Space Euphoria!

http://www.dailygalaxy.com/my_weblog/2008/05/space-euphoria.html

In February, 1971, Apollo 14 astronaut Edgar Mitchell experienced the little understood phenomenon sometimes called the “Overview Effect”. He describes being completely engulfed by a profound sense of universal connectedness. Without warning, he says, a feeing of bliss, timelessness, and connectedness began to overwhelm him. He describes becoming instantly and profoundly aware that each of his constituent atoms were connected to the fragile planet he saw in the window and to every other atom in the Universe. He described experiencing an intense awareness that Earth, with its humans, other animal species, and systems were all one synergistic whole. He says the feeling that rushed over him was a sense of interconnected euphoria. He was not the first—nor the last—to experience this strange “cosmic connection”.  Rusty Schweikart experienced it on March 6th 1969 during a spacewalk outside his Apollo 9 vehicle….

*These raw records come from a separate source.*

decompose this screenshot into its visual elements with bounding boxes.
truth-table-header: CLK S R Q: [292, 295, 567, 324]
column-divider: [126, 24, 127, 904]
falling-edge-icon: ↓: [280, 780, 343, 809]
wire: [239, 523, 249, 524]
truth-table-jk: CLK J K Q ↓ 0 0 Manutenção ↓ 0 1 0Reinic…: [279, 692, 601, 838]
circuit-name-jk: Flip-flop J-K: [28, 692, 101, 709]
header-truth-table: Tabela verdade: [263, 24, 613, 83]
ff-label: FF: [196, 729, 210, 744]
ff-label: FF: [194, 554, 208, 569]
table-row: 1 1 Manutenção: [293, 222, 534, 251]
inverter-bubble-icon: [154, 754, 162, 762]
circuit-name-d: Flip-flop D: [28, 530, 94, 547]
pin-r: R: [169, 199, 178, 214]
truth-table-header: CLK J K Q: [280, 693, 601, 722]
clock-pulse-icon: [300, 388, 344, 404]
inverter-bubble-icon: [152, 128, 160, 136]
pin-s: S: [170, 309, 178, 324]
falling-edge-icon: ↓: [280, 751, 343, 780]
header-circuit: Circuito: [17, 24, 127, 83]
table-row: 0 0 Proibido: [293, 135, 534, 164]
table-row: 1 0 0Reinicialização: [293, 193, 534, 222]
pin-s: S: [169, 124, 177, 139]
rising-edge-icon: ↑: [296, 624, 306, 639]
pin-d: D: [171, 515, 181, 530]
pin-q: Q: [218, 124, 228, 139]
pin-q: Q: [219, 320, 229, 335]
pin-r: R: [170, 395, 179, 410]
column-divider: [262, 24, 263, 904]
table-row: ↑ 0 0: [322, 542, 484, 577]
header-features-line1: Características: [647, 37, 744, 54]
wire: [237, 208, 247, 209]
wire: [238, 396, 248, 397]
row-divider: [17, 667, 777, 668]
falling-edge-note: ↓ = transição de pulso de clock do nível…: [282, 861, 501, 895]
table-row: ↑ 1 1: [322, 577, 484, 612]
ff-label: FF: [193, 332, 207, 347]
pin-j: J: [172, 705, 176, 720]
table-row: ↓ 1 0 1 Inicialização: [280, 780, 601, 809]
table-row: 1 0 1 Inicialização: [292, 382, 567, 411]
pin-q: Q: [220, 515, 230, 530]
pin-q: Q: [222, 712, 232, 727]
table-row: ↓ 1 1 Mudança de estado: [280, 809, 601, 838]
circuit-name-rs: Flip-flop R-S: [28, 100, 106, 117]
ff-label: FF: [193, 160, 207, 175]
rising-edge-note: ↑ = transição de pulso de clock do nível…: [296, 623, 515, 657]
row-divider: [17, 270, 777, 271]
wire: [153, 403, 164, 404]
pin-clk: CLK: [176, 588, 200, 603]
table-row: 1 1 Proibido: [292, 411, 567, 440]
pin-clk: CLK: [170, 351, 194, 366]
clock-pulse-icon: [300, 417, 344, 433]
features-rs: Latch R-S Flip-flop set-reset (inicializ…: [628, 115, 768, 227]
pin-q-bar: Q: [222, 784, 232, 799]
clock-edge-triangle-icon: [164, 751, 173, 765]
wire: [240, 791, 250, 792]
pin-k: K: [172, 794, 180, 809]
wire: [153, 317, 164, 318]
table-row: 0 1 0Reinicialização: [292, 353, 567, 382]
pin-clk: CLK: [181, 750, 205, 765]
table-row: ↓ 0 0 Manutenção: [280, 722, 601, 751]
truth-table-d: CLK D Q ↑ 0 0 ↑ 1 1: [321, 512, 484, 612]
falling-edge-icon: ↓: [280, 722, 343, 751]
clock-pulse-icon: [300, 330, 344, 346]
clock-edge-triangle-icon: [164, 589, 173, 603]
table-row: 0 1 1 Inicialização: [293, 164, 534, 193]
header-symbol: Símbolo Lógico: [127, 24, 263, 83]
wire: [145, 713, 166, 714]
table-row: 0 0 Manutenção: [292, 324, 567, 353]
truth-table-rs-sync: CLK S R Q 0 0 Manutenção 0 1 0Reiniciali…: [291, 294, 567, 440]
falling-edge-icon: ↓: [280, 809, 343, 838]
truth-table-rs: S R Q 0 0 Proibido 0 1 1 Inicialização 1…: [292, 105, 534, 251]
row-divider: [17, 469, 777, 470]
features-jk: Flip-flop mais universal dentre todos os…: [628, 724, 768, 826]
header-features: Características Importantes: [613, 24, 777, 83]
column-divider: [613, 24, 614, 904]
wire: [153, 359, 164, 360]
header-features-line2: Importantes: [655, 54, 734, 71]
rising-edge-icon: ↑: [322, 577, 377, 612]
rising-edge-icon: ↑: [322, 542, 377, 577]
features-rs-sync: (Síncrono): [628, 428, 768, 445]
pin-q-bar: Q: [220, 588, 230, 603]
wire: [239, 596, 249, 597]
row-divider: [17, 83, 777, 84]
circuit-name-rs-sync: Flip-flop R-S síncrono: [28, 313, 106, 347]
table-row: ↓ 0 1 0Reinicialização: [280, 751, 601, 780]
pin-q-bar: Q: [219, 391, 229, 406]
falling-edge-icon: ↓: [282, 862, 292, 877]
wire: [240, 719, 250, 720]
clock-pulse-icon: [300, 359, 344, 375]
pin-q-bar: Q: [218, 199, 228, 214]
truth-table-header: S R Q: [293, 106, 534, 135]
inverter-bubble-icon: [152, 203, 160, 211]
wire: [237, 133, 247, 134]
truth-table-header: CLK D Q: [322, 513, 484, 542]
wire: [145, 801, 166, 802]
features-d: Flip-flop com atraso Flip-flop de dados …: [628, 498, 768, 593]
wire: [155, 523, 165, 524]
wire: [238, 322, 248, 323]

My comment: the philosophical the theological implications of all this to one side, Space Euphoria could have a benevolent side effect on the languishing march of our manifest destiny to conquer the planets.

At present, the main hindrance to a further space program is the absence of an economic motive that would involve private enterprise, and harness the energy and ingenuity for which private enterprise is justly famous to the goal of Getting Us Off This Rock. So far, there has been no California Gold Rush into space.

Aha, but once Space Euphoria spawns a widespread urge for Space Pilgrimages to go to Deep Heaven to seek it, the economic motive is more easily served because there is no material return. If there were a religious impulse driving a segment of the population into space, no more economical than medieval pilgrimages to shrines of saints, then the vast expense of space travel might be like the labor costs of erecting an Pharaohic Pyramid, spent without regard for personal fiscal return. The infrastructure for space exploration and colonization would be established as a side effect.